While the characteristically haunting sweet-sour melodies of the Beau Brummels' earlier work were still there, this was a different sort of pop music than their Autumn recordings. For all its quality, their prior songs had largely focused upon love songs, as was the case with most pop music of the period. The lyrics on Triangle were far more abstract, evoking hazy vibes and peopled with dream-like characters. There was the gypsy in "Only Dreaming Now," the "Painter of Women," "The Keeper of Time," and "The Wolf of Velvet Fortune," as well the fantasy-fiction-like destination of Elliott's favorite piece on the record, "Magic Hollow." For the first time, Elliott and Valentino wrote quite a bit of the material together, though a few of the songs were written by Elliott and his occasional songwriting collaborator Bob Durand.

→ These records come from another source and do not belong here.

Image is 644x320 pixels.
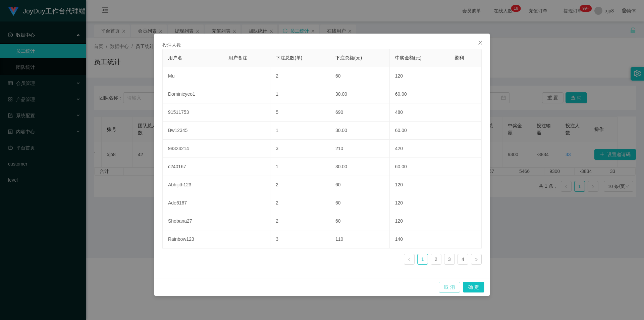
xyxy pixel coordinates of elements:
[330,212,390,230] td: 60
[471,254,482,265] li: 下一页
[270,212,330,230] td: 2
[163,194,223,212] td: Ade6167
[276,55,302,61] span: 下注总数(单)
[330,194,390,212] td: 60
[163,212,223,230] td: Shobana27
[430,254,441,265] li: 2
[162,42,482,49] div: 投注人数
[458,254,468,265] li: 4
[417,254,428,265] li: 1
[471,33,490,52] button: Close
[163,176,223,194] td: Abhijith123
[270,194,330,212] td: 2
[270,230,330,249] td: 3
[439,281,460,292] button: 取 消
[474,258,478,262] i: 图标: right
[390,85,449,103] td: 60.00
[445,254,454,264] a: 3
[270,85,330,103] td: 1
[163,122,223,140] td: Bw12345
[390,194,449,212] td: 120
[390,140,449,158] td: 420
[390,103,449,122] td: 480
[168,55,182,61] span: 用户名
[390,67,449,85] td: 120
[417,254,428,264] a: 1
[163,85,223,103] td: Dominicyeo1
[395,55,422,61] span: 中奖金额(元)
[404,254,414,265] li: 上一页
[330,85,390,103] td: 30.00
[270,140,330,158] td: 3
[390,212,449,230] td: 120
[163,103,223,122] td: 91511753
[335,55,362,61] span: 下注总额(元)
[458,254,468,264] a: 4
[477,40,483,45] i: 图标: close
[270,176,330,194] td: 2
[229,55,247,61] span: 用户备注
[270,122,330,140] td: 1
[431,254,441,264] a: 2
[163,158,223,176] td: c240167
[270,158,330,176] td: 1
[330,158,390,176] td: 30.00
[270,67,330,85] td: 2
[330,122,390,140] td: 30.00
[330,140,390,158] td: 210
[390,230,449,249] td: 140
[163,67,223,85] td: Mu
[270,103,330,122] td: 5
[330,103,390,122] td: 690
[163,140,223,158] td: 98324214
[444,254,455,265] li: 3
[330,67,390,85] td: 60
[390,158,449,176] td: 60.00
[390,122,449,140] td: 60.00
[407,258,411,262] i: 图标: left
[330,230,390,249] td: 110
[454,55,464,61] span: 盈利
[463,281,484,292] button: 确 定
[330,176,390,194] td: 60
[163,230,223,249] td: Rainbow123
[390,176,449,194] td: 120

The standard Beau Brummels acoustic-electric guitar blends were also embellished by crafty, varied, and sympathetic orchestration by session players such as Van Dyke Parks, who contributed the harpsichord on "Magic Hollow." The sole songs to originate outside of the group were "Old Kentucky Home," by Waronker's longtime friend Randy Newman (then yet to release his first solo album), and a fine folk-rock cover of Merle Travis's "Nine Pound Hammer." These two songs, as well as a few others, hinted strongly at a country-rock direction that would be heavily amplified on the Brummels' next LP, 1968's Bradley's Barn.

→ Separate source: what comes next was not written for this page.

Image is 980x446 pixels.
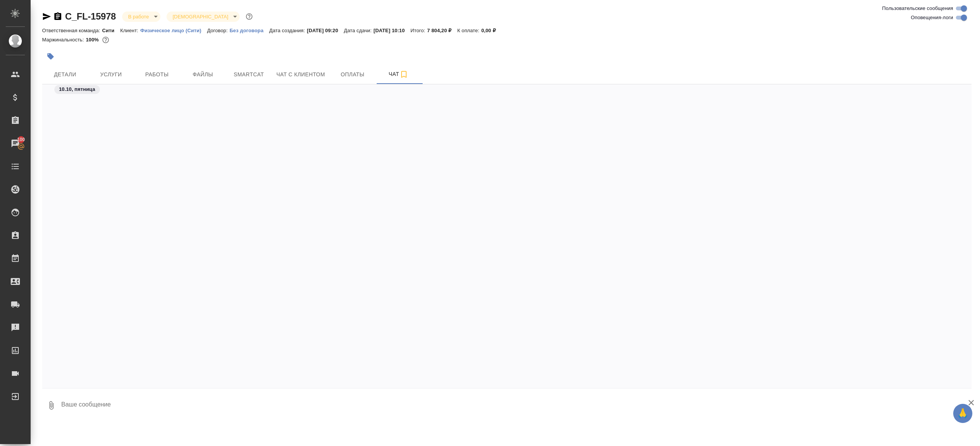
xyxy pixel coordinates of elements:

Released in an extraordinarily competitive year that saw many fine albums expanding the boundaries of rock music, Triangle's impact was light, slipping into the bottom of the Top 200 and peaking at #197. Those critics who heard it, though, were extremely impressed. In Crawdaddy, editor Paul Williams hailed Elliott as a "rock composer comparable to Randy Newman, Ray Davies, [and] Van Dyke Parks," and called Valentino's voice "as sensitive and expressive as any voice in rock, including Dylan's." In her Rock Encyclopedia, the first serious rock reference book, Lillian Roxon praised it as "the album that astonished everyone and blew a million minds," though the group's bank account would have been a lot fatter if it had managed to reach that many listeners. But it did make some surprising inroads into the mainstream, with enthusiastic reviews in Downbeat ("a nearly perfect rock album") and Playboy ("one of the best discs of the year").
The Beau Brummels
would not
see out the decade, worn down by personnel changes that saw them
reduced
to a duo by the time they completed their final Warners album, Bradley's
Barn. It and the Triangle LP were their sole 1960s outings
as
a serious, album-oriented rock group, and in conjunction with their
Autumn
work form a strong argument for the band as one of the finest (and
certainly
most underrated) American rock groups of the decade.